Here are the regression results

Regression Analysis

All very well but in the words of someone far wiser than me…. So what?

The notion here is that FB is often seen as a distraction. The study has shown that users of the various features are developing new medial skills (to a greater or lesser extent). I didn’t see any analytics in this.

Next up Improving retention: predicting at-risk students by analysing clicking behaviour in a virtual learning environment. Annika Wolff, Zdenek Zdrahal, Andriy Nikolov and Michal Pantucek.

One of my own projects this one from the OU and fundeed through the Jisc Business Intelligence Programme. The team developed predictive models to identify which students would benefit from an intervention. Data sources were limited to VLE, Assessment and Demographic historical data. Quite key this. It’s not quite a live service but has institutional finance to become so imminently.

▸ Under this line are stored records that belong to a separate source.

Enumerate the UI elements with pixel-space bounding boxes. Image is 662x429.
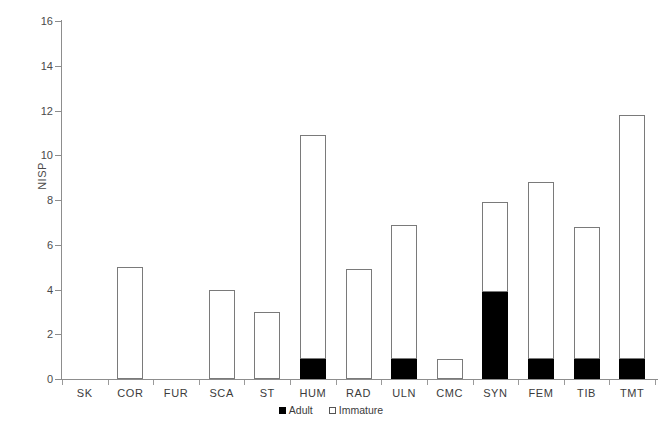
legend-label-immature: Immature	[339, 404, 383, 416]
y-axis-tick	[55, 290, 61, 291]
y-axis-tick-label: 6	[0, 245, 53, 246]
legend-item-immature: Immature	[329, 404, 383, 416]
x-axis-tick	[609, 380, 610, 385]
bar-segment-adult	[482, 292, 508, 379]
x-axis-tick	[427, 380, 428, 385]
y-axis-tick	[55, 334, 61, 335]
bar-segment-immature	[300, 135, 326, 359]
x-axis-tick	[153, 380, 154, 385]
y-axis-tick-label: 0	[0, 379, 53, 380]
x-axis-label-tmt: TMT	[602, 387, 662, 399]
x-axis-tick	[564, 380, 565, 385]
x-axis-tick	[655, 380, 656, 385]
bar-tmt	[619, 115, 645, 379]
x-axis-line	[61, 379, 658, 380]
y-axis-tick-label: 4	[0, 290, 53, 291]
bar-segment-immature	[528, 182, 554, 359]
y-axis-tick-label: 2	[0, 334, 53, 335]
y-axis-tick-label: 8	[0, 200, 53, 201]
x-axis-tick	[62, 380, 63, 385]
bar-uln	[391, 225, 417, 379]
bar-segment-immature	[391, 225, 417, 359]
x-axis-tick	[518, 380, 519, 385]
x-axis-tick	[473, 380, 474, 385]
y-axis-tick-label: 14	[0, 66, 53, 67]
bar-segment-adult	[619, 359, 645, 379]
bar-segment-adult	[528, 359, 554, 379]
y-axis-tick-label: 10	[0, 155, 53, 156]
bar-segment-adult	[574, 359, 600, 379]
y-axis-tick	[55, 21, 61, 22]
y-axis-tick-label: 12	[0, 111, 53, 112]
bar-segment-immature	[209, 290, 235, 380]
x-axis-tick	[108, 380, 109, 385]
y-axis-tick	[55, 245, 61, 246]
bar-cmc	[437, 359, 463, 379]
y-axis-tick	[55, 155, 61, 156]
bar-st	[254, 312, 280, 379]
bar-segment-immature	[619, 115, 645, 359]
bar-tib	[574, 227, 600, 379]
bar-segment-adult	[391, 359, 417, 379]
bar-syn	[482, 202, 508, 379]
nisp-bar-chart: NISP 0246810121416 SKCORFURSCASTHUMRADUL…	[0, 0, 662, 429]
bar-sca	[209, 290, 235, 380]
y-axis-tick-label: 16	[0, 21, 53, 22]
x-axis-tick	[381, 380, 382, 385]
x-axis-tick	[244, 380, 245, 385]
x-axis-tick	[336, 380, 337, 385]
legend-label-adult: Adult	[289, 404, 313, 416]
bar-rad	[346, 269, 372, 379]
bar-segment-adult	[300, 359, 326, 379]
filled-square-icon	[279, 407, 286, 414]
legend-item-adult: Adult	[279, 404, 313, 416]
chart-legend: Adult Immature	[0, 404, 662, 416]
bar-segment-immature	[482, 202, 508, 292]
x-axis-tick	[290, 380, 291, 385]
bar-segment-immature	[437, 359, 463, 379]
y-axis-tick	[55, 200, 61, 201]
open-square-icon	[329, 407, 336, 414]
bar-segment-immature	[346, 269, 372, 379]
y-axis-tick	[55, 379, 61, 380]
bar-segment-immature	[574, 227, 600, 359]
bar-cor	[117, 267, 143, 379]
bar-fem	[528, 182, 554, 379]
plot-area	[62, 21, 655, 379]
bar-segment-immature	[254, 312, 280, 379]
y-axis-tick	[55, 111, 61, 112]
x-axis-tick	[199, 380, 200, 385]
bar-segment-immature	[117, 267, 143, 379]
y-axis-tick	[55, 66, 61, 67]
bar-hum	[300, 135, 326, 379]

The number of clicks a student makes does not map directly to engagement. The project therefore built a number of classifiers. Here’s a slide to demonstrate that

Decision Trees

Decision Trees

The predictions in performance drop were extremely accurate. The models appear to be predict powerfully. The tam also note that after the third assessment then the Grade point Average (GPA) becomes the best indicator to use. Presume that’s because it’s more accurate and easier.

The most interesting finding was that a student who used to work in the VLE then stopped, or reduced activity compared to previous, all prior to an assessment was likely to fail that assessment.

I’ve popped the conclusion slide in below. Thanks Annika for the acknowledgement of funding via Jisc.

Conclusions

Last of the day it’s Open Academic Analytics Initiative: Initial Research Findings. Eitel Lauria, Erik Moody, Sandeep Jayaprakash, Nagamani Jonnalagadda and Joshua Baron. . I had lunch with Erik and discussed this open source implementation of a Purdue Course Signals sort of a thing. They have it patched into Sakai as well as BlackBoard and are about out of funding. It was supported by Gates foundation to the tune of USD 250K. He tells me he has stories of benefits realisation in terms of student retention and enhancements in efficiencies.

Question they sought to answer;

1. How good are predictive models?\
2. What are good model predictors?
SATs, GPA
Demographic
Sakai Event Log
Sakai Grade Tool
3. How portable were the models (across 4 different institutions, 36 courses at community colleges and traditionally black institutions so 1000+ students per semester)

The underlying data sources and system overview is summarised below

System

Much time was given over to the analysis and predictive modelling here by the analyst so not surprising. The performance measures used were accuracy, recall, specifity and precision. Unfortunately the speaker was rushing so I missed the definitions. Might be linked to Pentaho analysis.

Erik next discussed the action taken from the insights. Control group (no intervention), awareness group (had messages sent), OASE Group (intensive interventions). Some great graphs showing evidence of GPA enhancements and withdrawal rate decline but skipped through to fast to capture.

conclusions

Sadly a rushed presentation but some great evidence.